Chinese Road Rage

by Dan Denning

There’s no problem that cannot be turned into an opportunity. But that doesn’t mean you should ignore problems. Quite the opposite.

But the only way you can profit from opportunities is to know as much about the risks as you can. It’s ironic that at the moment of their apparent economic triumph, China’s Communists could be blindsided by the unintended consequences of globalization. But when you unleash the powerful human desire to be rich, the desire to be free is not far behind.

But let me put it to your more simply: China’s Communist government will collapse within 10 years.

This will be more than a little politically disruptive. And it could, briefly, rock the world’s financial and commodity markets. But the long-term bullish economic picture won’t change. Asia is the greatest investment story of your lifetime. But the short-term political picture surely will change. And soon.

Sound far-fetched? Wishful thinking? Think again…

“Thousands of people went on a rampage, smashing police cars, hurling rocks at paramilitary officers and attacking a police station in a disturbance that lasted several hours,” Times of London reporter Oliver August wrote from Beijing yesterday.

“The incident, in Chizhou, Anhui province, was apparently triggered by a minor road accident, which prompted a brawl that quickly became a riot involving up to 10,000 people.”

Only in China can a random act of road rage spark a riot with 10,000 angry people. China is the Texas of the world. In China, everything is bigger, including the road rage. The government is big, too.

Yet it’s barely big enough to contain the growing frustration of the people with pollution, corruption, and the obvious gap between those who have done very well in the new China, and those who have not. “The incident reflects a growing degree of dissatisfaction and distrust with authorities in China, which has repeatedly been expressed in social unrest,” August adds.

“Recent uprisings in the former Soviet republics of Ukraine, Kyrgyzstan, and Georgia have led to further unease in Beijing. Some Chinese experts say that the protests within China are reminiscent of 1989 protest in Tiananmen Square.”

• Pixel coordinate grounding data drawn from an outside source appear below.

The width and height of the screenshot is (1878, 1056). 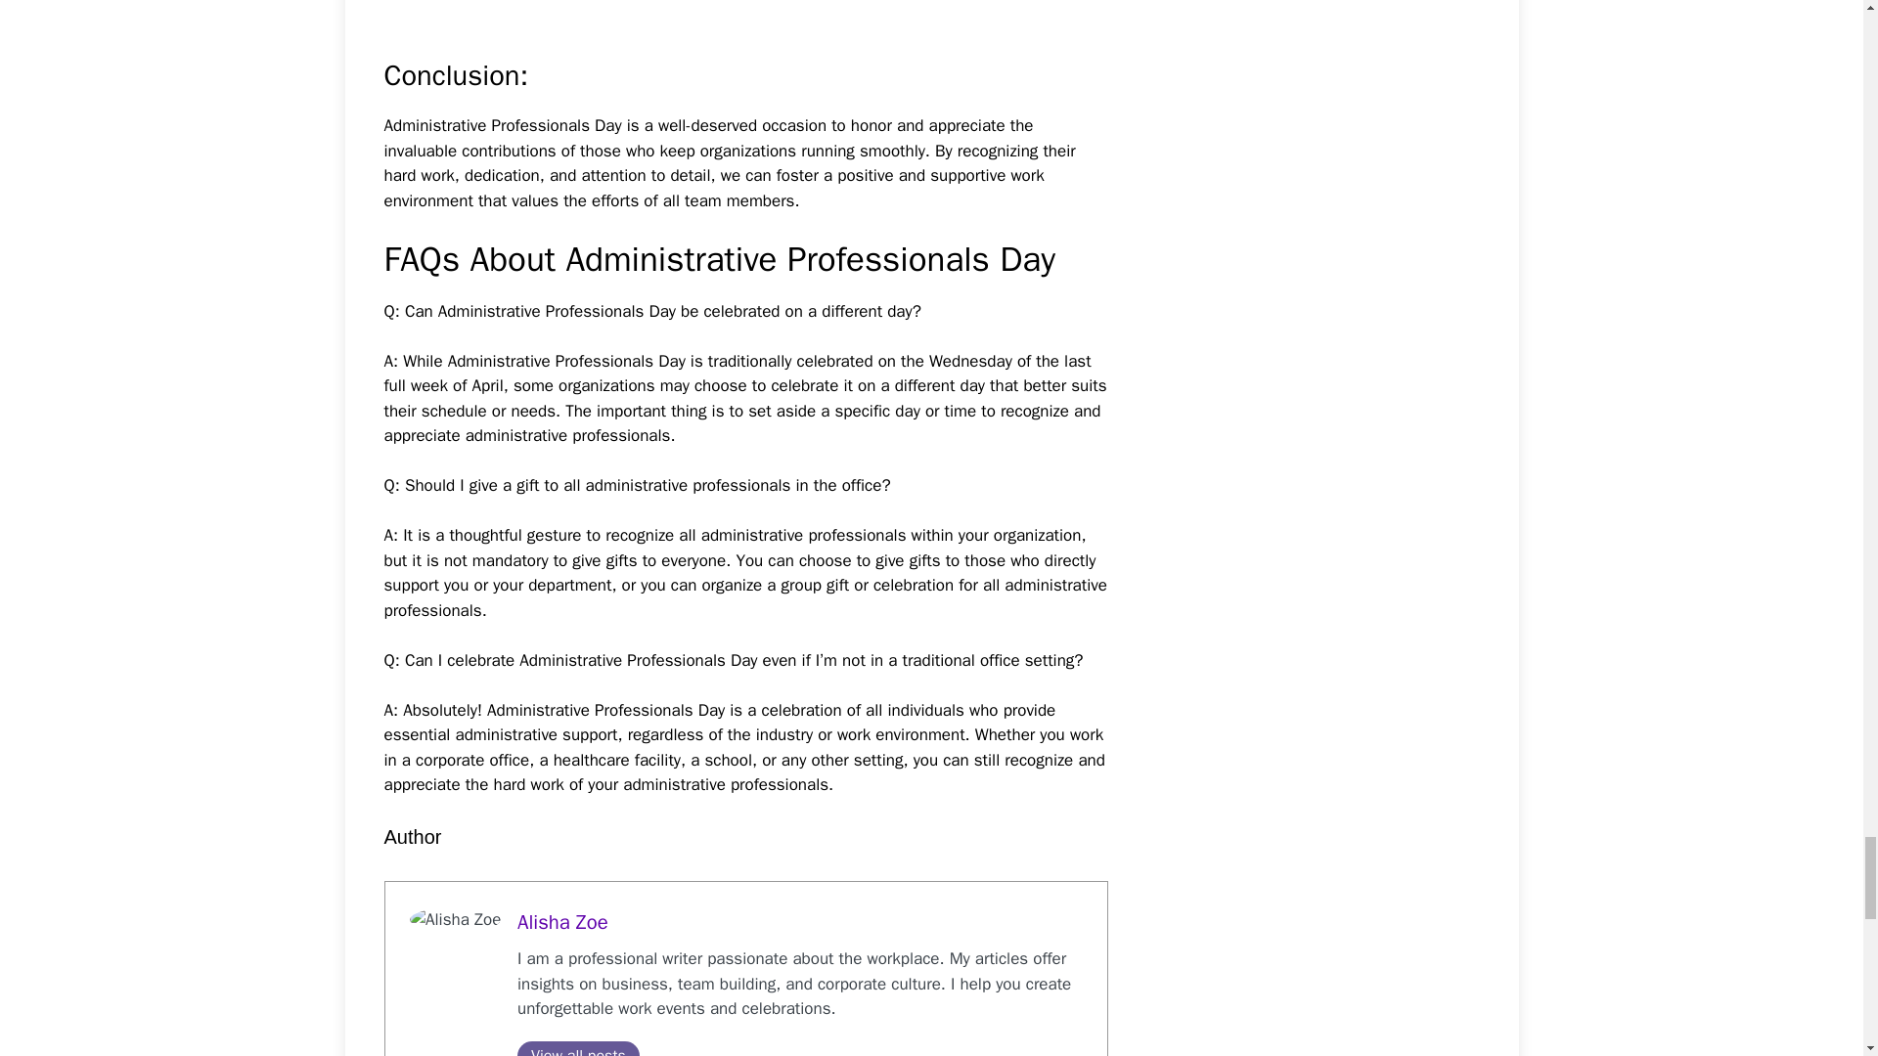 I want to click on View all posts, so click(x=579, y=1048).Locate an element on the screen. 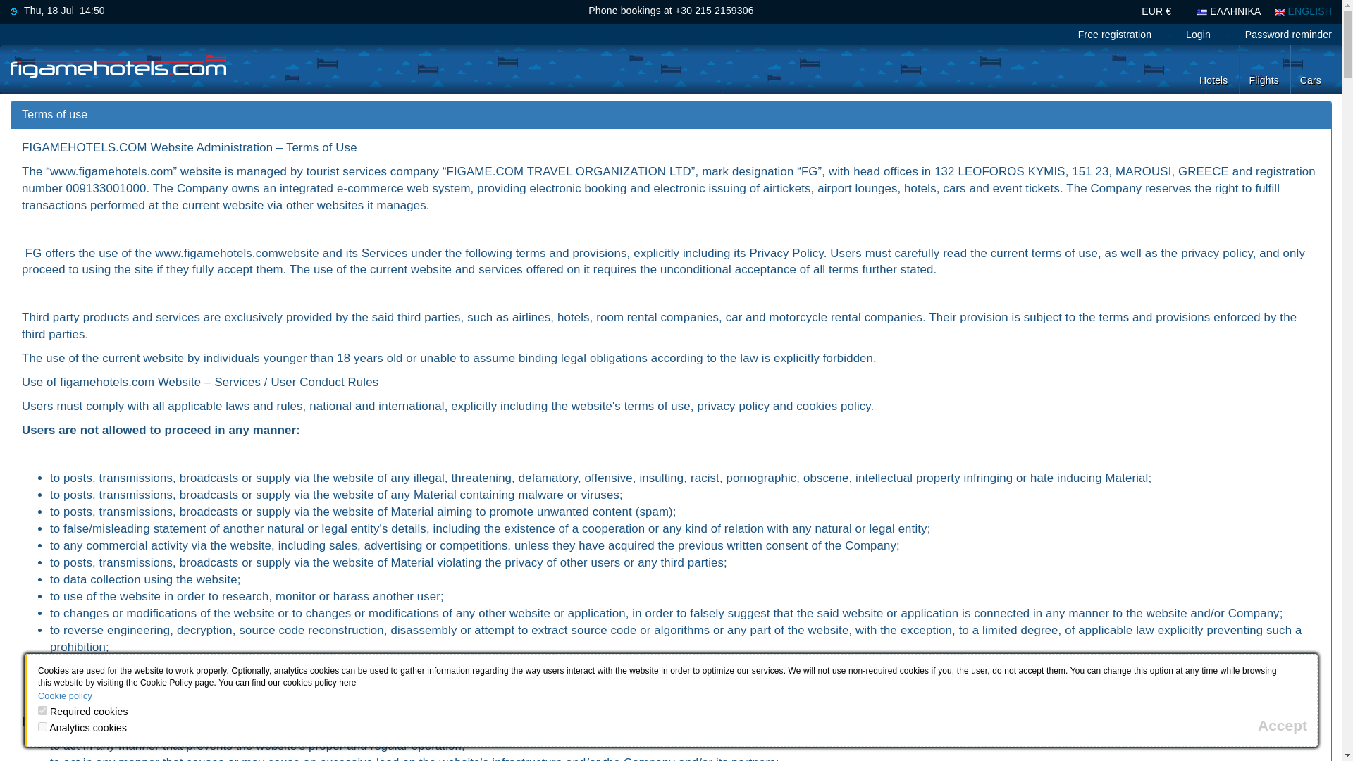 This screenshot has height=761, width=1353. on is located at coordinates (42, 726).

Don’t get me wrong. I’m not wishing bad things for the Chinese people. I actually walked through Tiananmen Square myself, nearly 15 years to the day after the democracy protests were crushed. I’ve written about it in The Bull Hunter. And I’ll tell you what I’ve written there: I was impressed with the energy and the optimism (and determination) of nearly everyone I met in China. They want success. And they are willing to work for it.

In The Bull Hunter, I ask whether economic success can be had without political freedom first. In 17th-century Britain, political freedom paved the way for private property, higher savings rates, investment, and Britain’s stunning global success. Must China follow the same path?

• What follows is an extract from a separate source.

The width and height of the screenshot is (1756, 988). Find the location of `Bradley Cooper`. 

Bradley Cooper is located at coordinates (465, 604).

Unlike some in Harry Potter, I can’t see the future.

But as one of my friends suggested to me in the quote above from The Bull Hunter, there is an invisible tie between liberty and prosperity. You can have some of the latter without all of the former.

But it’s going to be very hard for the Communists in Beijing to manage and plan for the needs of 1.2 billion teeming new capitalists. Frankly, no government in the world would be up to the task. For the kind of problems China faces, markets always work better than governments.

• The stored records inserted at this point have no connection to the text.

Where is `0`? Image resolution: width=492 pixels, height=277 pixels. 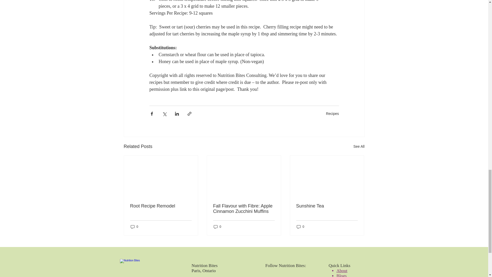
0 is located at coordinates (134, 226). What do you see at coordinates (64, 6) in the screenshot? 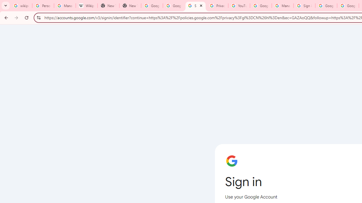
I see `Manage your Location History - Google Search Help` at bounding box center [64, 6].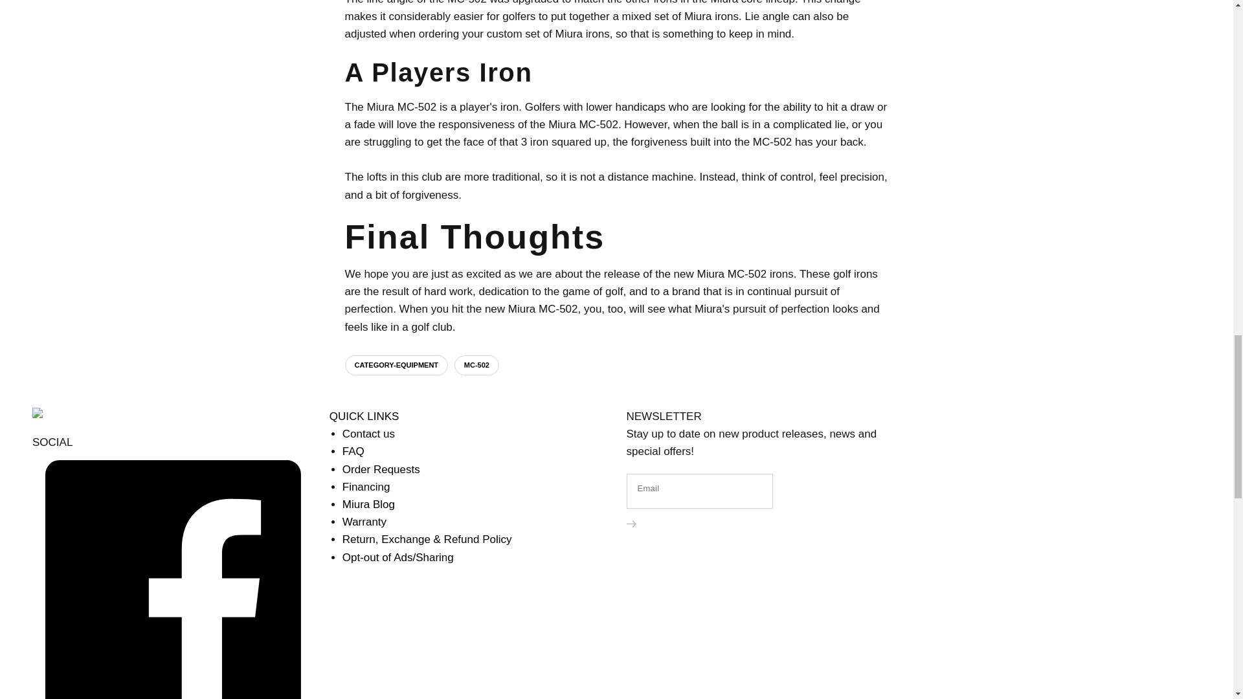 The image size is (1243, 699). What do you see at coordinates (381, 470) in the screenshot?
I see `Order Requests` at bounding box center [381, 470].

For investors, that means that the real profits from China will begin after the Communists are swept aside. It will be possible, of course, to profit while the Communists are still in power. I call it “China profits without the China risk” in The Bull Hunter.

But the biggest fortunes will be made when China is democratic and free. The Chinese people will get rich (not the government). And so will investors who are ready for that moment. It may be sooner than you think.